Pelosi Praises Dick Cheney as Democrats Celebrate a Former Foe Turned Ally

[Photo Credit: by Gage Skidmore]

Former Vice President Dick Cheney, one of the most polarizing and hated figures of the George W. Bush administration, received an unexpected tribute this week from one of his longtime political adversaries: Rep. Nancy Pelosi of California.

Following Cheney’s death, Pelosi offered glowing praise for the man once derided by Democrats as the chief architect of the Iraq War, calling attention to his “patriotism” and his family’s service in public life.

In a social media post, Pelosi acknowledged the deep policy divisions that once defined her relationship with Cheney but claimed they were bridged by what she saw as a shared devotion to country. “We strongly disagreed on most policy issues,” she wrote, “but his patriotism was clear when he returned to the House Floor to commemorate the first anniversary of January 6th.”

The remark referenced Cheney’s appearance in Congress in January 2022, when he joined Democrats to mark the first anniversary of the Capitol riot—an event that many conservatives viewed as an overtly political commemoration meant to damage President Donald J. Trump and his supporters.

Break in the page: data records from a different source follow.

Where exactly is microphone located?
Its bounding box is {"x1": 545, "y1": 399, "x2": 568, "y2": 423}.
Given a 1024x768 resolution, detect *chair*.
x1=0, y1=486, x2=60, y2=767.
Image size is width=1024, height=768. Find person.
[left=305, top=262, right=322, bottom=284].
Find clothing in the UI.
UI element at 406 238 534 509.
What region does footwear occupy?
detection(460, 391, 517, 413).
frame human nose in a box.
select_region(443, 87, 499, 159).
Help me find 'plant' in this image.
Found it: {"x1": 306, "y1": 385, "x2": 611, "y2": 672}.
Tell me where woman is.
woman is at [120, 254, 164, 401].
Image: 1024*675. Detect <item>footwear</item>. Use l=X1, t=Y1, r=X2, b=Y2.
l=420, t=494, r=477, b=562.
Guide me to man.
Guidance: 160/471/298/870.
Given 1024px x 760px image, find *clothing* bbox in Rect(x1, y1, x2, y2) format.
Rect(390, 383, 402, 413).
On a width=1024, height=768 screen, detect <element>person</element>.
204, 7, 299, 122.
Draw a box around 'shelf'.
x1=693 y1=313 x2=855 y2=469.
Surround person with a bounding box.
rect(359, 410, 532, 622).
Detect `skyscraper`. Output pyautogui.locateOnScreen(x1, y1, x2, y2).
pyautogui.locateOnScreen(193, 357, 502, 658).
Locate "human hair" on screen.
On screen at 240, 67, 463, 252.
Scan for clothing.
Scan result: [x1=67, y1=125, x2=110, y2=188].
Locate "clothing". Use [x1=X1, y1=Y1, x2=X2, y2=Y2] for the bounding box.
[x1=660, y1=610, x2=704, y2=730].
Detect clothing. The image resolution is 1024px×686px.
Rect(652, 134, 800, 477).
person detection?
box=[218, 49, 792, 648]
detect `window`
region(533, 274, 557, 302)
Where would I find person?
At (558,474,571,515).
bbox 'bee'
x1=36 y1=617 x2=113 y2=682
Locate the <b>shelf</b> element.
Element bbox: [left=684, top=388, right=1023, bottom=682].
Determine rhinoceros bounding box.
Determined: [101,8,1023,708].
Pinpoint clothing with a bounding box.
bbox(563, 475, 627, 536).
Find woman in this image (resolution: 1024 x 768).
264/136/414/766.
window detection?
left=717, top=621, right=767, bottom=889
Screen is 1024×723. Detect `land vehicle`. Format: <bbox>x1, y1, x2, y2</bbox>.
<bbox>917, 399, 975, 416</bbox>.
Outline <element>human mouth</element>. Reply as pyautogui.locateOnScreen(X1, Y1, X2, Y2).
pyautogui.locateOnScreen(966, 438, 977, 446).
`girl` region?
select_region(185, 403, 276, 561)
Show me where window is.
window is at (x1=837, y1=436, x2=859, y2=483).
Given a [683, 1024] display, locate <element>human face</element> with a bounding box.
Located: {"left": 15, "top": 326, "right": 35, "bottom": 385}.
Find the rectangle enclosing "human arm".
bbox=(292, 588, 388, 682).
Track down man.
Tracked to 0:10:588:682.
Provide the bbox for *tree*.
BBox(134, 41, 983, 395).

Cheney’s decision to stand alongside Pelosi and other Democrats that day cemented his break from the Republican Party’s populist wing and aligned him publicly with those who have sought to marginalize Trump’s influence within the GOP.

Pelosi went on to praise Cheney’s daughter, former Rep. Liz Cheney of Wyoming, who became one of the most prominent Republican critics of President Trump during her time in office. “We all saw then how proud Vice President Cheney was to see his daughter, Liz, follow in her father’s footsteps to serve in the House with courage and integrity,” Pelosi wrote.

Liz Cheney, who played a leading role on the January 6th Committee—widely denounced by conservatives as a partisan effort to criminalize political opposition—has since left office but continues to attack Trump and his allies.

Both she and her father endorsed Democratic presidential candidate Kamala Harris ahead of the 2024 election, a move that further distanced them from the party they once helped define.

Pelosi’s tribute, while couched in the language of civility and bipartisanship, reflects a broader political realignment in Washington, where establishment figures from both parties increasingly find common cause in opposition to the populist right.

For many conservatives, Cheney’s late-life embrace of the Democratic establishment confirmed what years of foreign wars and bureaucratic entrenchment had already suggested: that his vision of American leadership was rooted less in representing voters’ interests than in maintaining elite consensus.

Still, Pelosi’s comments were gracious in tone. She extended condolences to Cheney’s family, mentioning his wife, Lynne, and their daughters, Liz and Mary. “May his family find comfort,” she wrote, in what amounted to one of the more conciliatory gestures between two figures who once stood at opposite poles of American politics.

For many Americans, Pelosi’s statement marked a final, symbolic reconciliation between two faces of the old Washington order—one Republican, one Democrat—bound less by ideology than by a shared nostalgia for a political establishment now being reshaped by forces neither could fully control.